For several years, Republican leaders in the Mississippi Legislature have wanted to re-examine the funding formula the state has used since 1997 to allocate money to public education.
This week, Lt. Gov. Tate Reeves and House Speaker Philip Gunn announced their plan to rewrite the formula with the help of an outside consulting firm.
Such an examination is worth doing as long as the desire is to truly get a better bang for the buck rather than using it as cover to cut education funding, as some fear.
The problem with the Mississippi Adequate Education Program has been mostly the Legislature’s failure to live up to its promise. In only two years out of about 20 have lawmakers followed through with allocating the amount the formula dictates.

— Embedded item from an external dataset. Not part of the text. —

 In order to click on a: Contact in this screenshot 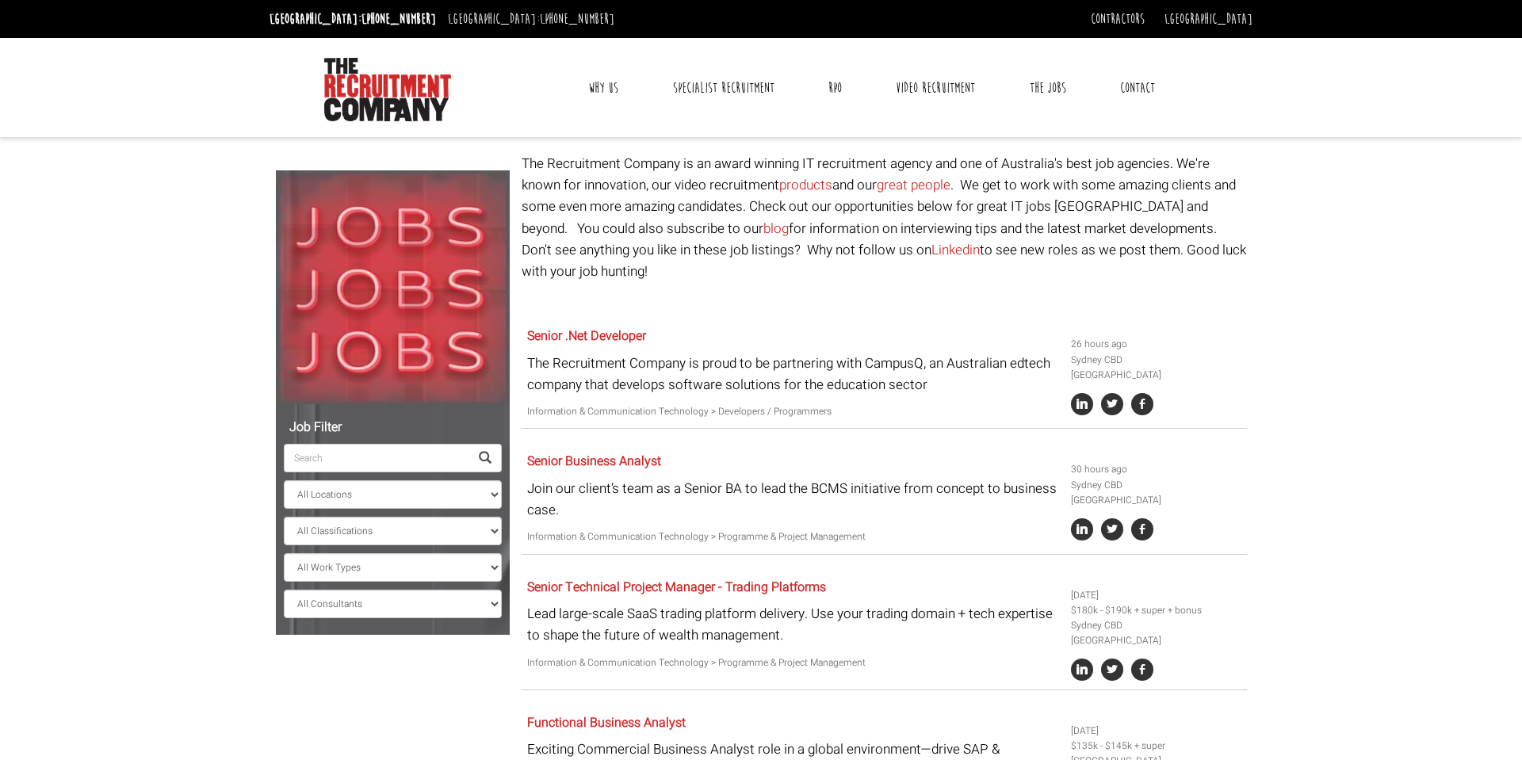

This year, they shorted MAEP by $172 million; the shortfall has been about $2 billion over less than a decade.
Frustrations over that repeated failure led to an unsuccessful citizen-led attempt in 2015 to pass an initiative to require full funding, plus an ongoing lawsuit filed by several shorted districts.
MAEP is a complicated formula designed to ensure that students in property-poor school districts receive an adequate education. It doesn’t guarantee the classroom results in these districts will match those in property-rich districts, but it attempts to remove the excuse that lack of money is the reason for whatever disparities exist. MAEP also has been successful in keeping Mississippi out of the courts, unlike in other states which have had their funding decisions dictated by the judiciary because a prolonged funding gap between rich and poor districts.
Besides being tired of being blamed for underfunding education in general, Republicans in the state Legislature have contended that too much of the MAEP funding is going to bloated administration. Reeves cited a legislative watchdog group’s report that found administrative spending increasing by 8 percent in recent years while classroom spending decreased by a like amount.
State Auditor Stacey Pickering has been making the same point for several years, plus claiming that the formula has developed some flaws over time that were not foreseen when it was adopted. For instance, so-called “at risk” districts get an additional bump in MAEP funding based on the percentage of their students who receive free lunches. About five years ago, however, the federal government changed the rules of the food program to allow school districts in high-poverty communities to provide free lunches to all of their students, including those who would not have qualified under the previous rules. That change has skewed the at-risk portion of MAEP.
In summary, there is good reason for trying to tweak the formula to produce its stated and legally necessary intent: equitable funding. If the tweaking can move more funding into classrooms and less into administration, that’s likewise a worthy goal.
But whatever is done, lawmakers should come up with a formula they will follow most years, not just when they feel like it or when they are especially worried about their re-election.